Jul 12, 2010

Dance in the rain

With those who know me best, we say I am brown on the inside. We joke that inside, I'm a black girl, my outsides just got confused so everyone sees a white girl. This becomes glaringly evident the moment it rains. Most girls have those years between awkward and amazing when she learns who she is, how to put on make up, do her hair, speak respectfully, dress appropriately and ultimately become the woman she will be. I lived much of these years in the homes of my 2 best friends (who happen to be black)...under the guidance of their mothers who treated me as their own. So somewhere along the way, I just missed the fact that my hair won't do the same thing when wet that theirs will. While I don't think there are many people who love to get caught in the rain, I avoid it at just about any cost, convinced my hair will kink up and my relaxer will be ruined. The morning I wake up and see it's raining, I start rearranging my day in my head. What isn't necessary? What errand can wait until it stops raining? Things that were of utmost importance when I went to bed are suddenly negotiable; deadlines become guidelines. The past few weeks, it has stormed almost daily here in Dallas, and I recently realized I have been tense since it started raining. And I promise I'm really not dumb...I know my hair is naturally straight.

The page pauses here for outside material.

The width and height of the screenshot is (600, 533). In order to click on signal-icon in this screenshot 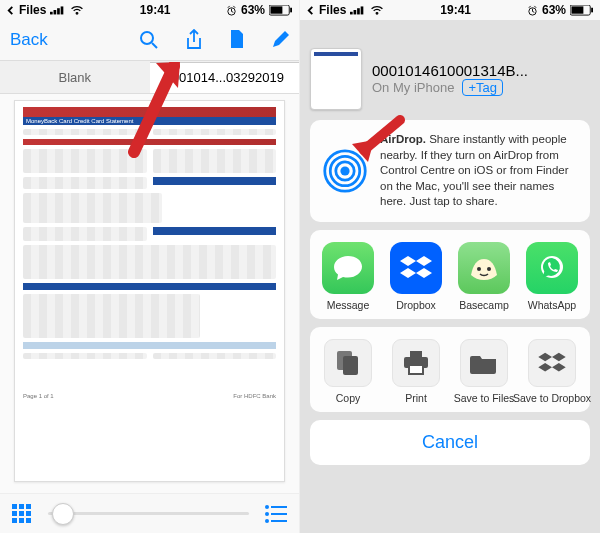, I will do `click(58, 10)`.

Rain is just not something I like. I could list all the reasons but you'd be bored, so I'll spare you the details. The bottom line is that while it is necessary, I would often choose to go without and allow my surroundings to be worse off than for the bottom of my jeans to be wet. Since writing the blog about my depression, I have heard from so many girls like me. Some have depression resulting from childbirth or changes in these wonderful female bodies. Some have struggled for years with what feels like unexplainable feelings. Some are sad; some are anxious. Some fear what may happen in front of them; some grieve what has or hasn't happened behind them. The bottom line is, it's raining. And when it rains, you can choose to stay inside and hide or you can choose to grab an umbrella and head out to whatever you had planned that day. You could even choose to smile in the face of something you don't like and dance anyway.

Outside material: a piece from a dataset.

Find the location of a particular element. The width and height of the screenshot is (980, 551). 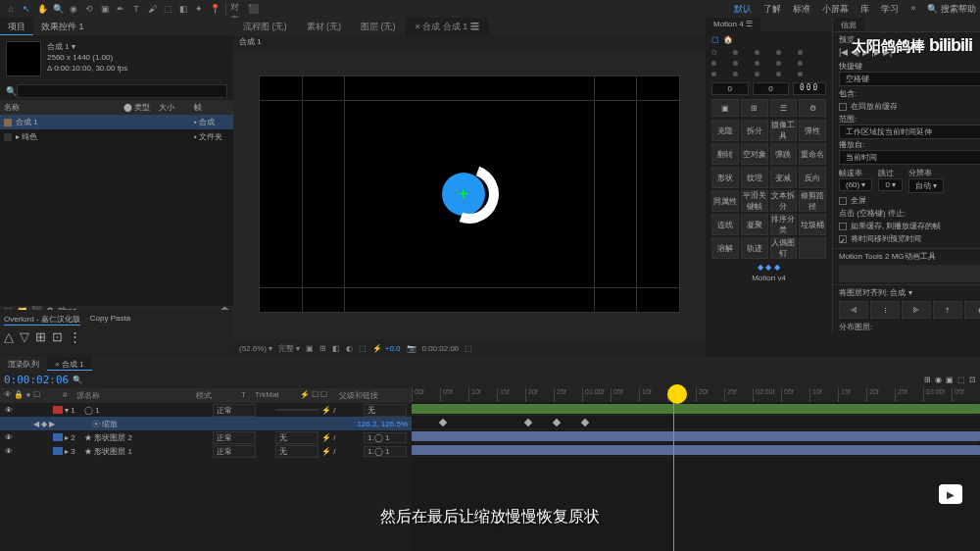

This is not the first time the figurative rain clouds have rolled in, but my response was similar as I have to actual rain clouds. I hid. I told myself if I just didn't go out, maybe it would go away. I was willing to give up seeing the sunshine to try and ignore the shadow of the rain clouds. I wished it away, willed it away. I wan't interested in any growth that could come from all of this. I didn't care that I had the right tools to withstand this storm. I was focused only on not getting wet. But avoiding the rain will get you nothing but dead, dry soil where nothing can grow. I began to see a break in the clouds only after I stepped out in the rain. I had to admit it was there and be willing to find someone with an umbrella who could help. Flowers didn't pop up overnight. The sun didn't immediately drive out the clouds. But I learned that I would not melt. I learned I would survive. Even if it never stopped raining, I would be ok. And eventually, I learned that this rain has made me better. And if you let it, it will make you better, too.

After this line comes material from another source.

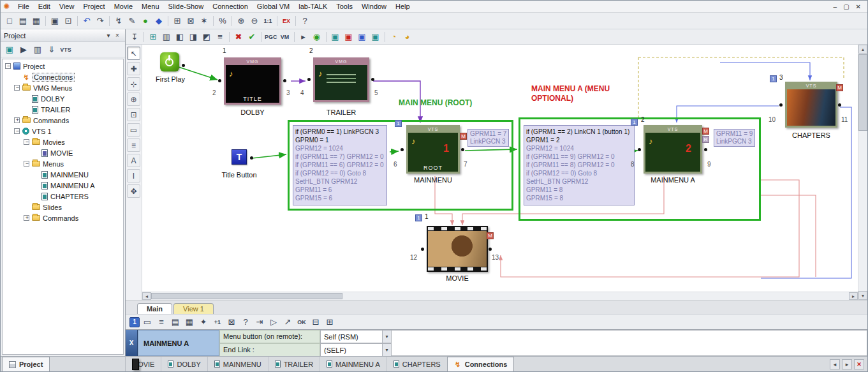 The width and height of the screenshot is (868, 372). What do you see at coordinates (237, 364) in the screenshot?
I see `footer-tab-mainmenu: MAINMENU` at bounding box center [237, 364].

So all this begs the question - Do I still run from the first sight of actual rain? Yes. It's a hard response to unlearn. But it no longer changes the course of my day. It no longer determines if it will be a good day or bad. It is not the deciding factor in what I do. I don't have to love the dark days or call them fun. But I recognize the good that follows when I let rain do it's job. And for that, I'm thankful.

(So here's the bad news, girls. Finding someone with an umbrella doesn't mean telling your girlfriends all your woes. That's like running with your purse over your head. It will help for a moment but it's not the way to weather a storm. You have to go to someone who can truly help make it better. That may be a doctor who can prescribe medication or it may be a therapist. Or, like me, it may be both. That doesn't mean you have to do both forever. But you've got to let them help.)